Assignment
Below is a listing; repeat exactly the lines from the one containing "What do you see at coordinates (584, 321)" to the one containing "Task: Click on", both included.

The data

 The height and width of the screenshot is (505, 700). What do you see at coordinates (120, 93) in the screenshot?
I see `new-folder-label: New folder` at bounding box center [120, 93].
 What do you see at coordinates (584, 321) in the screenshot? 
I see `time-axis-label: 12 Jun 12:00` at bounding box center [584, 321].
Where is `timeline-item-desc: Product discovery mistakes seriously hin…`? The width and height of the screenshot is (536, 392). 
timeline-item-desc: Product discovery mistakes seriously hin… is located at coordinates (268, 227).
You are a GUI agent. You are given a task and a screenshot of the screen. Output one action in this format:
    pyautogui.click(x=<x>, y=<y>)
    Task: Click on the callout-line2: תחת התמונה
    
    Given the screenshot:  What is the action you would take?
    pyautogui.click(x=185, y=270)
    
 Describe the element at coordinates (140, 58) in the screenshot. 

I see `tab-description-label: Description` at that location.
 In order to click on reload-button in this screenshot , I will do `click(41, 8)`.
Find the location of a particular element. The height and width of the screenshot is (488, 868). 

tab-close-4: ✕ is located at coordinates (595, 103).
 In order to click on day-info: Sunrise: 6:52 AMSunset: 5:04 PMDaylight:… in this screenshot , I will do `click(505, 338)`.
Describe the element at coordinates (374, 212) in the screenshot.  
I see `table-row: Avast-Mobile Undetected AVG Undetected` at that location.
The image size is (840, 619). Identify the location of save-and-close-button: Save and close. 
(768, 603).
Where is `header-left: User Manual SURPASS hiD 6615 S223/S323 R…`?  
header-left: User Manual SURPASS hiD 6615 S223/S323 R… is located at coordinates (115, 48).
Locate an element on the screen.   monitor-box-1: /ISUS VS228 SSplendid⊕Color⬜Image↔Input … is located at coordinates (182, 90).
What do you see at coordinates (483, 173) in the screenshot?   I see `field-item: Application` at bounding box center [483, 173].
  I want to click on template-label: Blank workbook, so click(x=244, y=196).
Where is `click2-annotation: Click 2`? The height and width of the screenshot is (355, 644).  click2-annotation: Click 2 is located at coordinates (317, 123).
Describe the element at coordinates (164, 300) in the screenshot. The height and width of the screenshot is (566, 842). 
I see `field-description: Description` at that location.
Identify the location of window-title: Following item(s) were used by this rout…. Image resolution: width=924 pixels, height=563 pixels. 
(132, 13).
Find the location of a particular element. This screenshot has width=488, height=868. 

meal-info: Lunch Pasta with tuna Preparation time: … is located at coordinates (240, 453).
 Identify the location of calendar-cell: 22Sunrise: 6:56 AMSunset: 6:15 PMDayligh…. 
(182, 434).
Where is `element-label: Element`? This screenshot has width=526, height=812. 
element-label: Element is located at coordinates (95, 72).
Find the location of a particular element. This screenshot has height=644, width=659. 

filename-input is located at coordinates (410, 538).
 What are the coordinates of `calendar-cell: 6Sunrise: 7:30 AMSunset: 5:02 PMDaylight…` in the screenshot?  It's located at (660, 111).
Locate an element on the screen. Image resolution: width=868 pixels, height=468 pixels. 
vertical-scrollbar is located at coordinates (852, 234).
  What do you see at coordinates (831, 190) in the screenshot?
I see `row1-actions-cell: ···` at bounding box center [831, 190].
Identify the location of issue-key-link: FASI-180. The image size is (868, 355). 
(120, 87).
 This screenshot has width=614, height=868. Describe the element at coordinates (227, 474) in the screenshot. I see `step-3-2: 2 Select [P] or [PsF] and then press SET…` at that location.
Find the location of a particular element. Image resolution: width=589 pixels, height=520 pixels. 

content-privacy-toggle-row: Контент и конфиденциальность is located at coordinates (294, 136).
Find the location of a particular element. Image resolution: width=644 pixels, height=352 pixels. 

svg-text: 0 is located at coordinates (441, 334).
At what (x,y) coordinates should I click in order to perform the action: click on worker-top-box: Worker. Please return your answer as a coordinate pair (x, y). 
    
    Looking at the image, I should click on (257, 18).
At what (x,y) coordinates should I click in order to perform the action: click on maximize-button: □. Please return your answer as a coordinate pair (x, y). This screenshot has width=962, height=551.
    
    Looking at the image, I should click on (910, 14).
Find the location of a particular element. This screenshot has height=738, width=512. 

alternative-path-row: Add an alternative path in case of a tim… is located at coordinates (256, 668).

Answer area
 What do you see at coordinates (584, 321) in the screenshot? 
I see `time-axis-label: 12 Jun 12:00` at bounding box center [584, 321].
Where is `timeline-item-desc: Product discovery mistakes seriously hin…`? The width and height of the screenshot is (536, 392). 
timeline-item-desc: Product discovery mistakes seriously hin… is located at coordinates (268, 227).
You are a GUI agent. You are given a task and a screenshot of the screen. Output one action in this format:
    pyautogui.click(x=<x>, y=<y>)
    Task: Click on the callout-line2: תחת התמונה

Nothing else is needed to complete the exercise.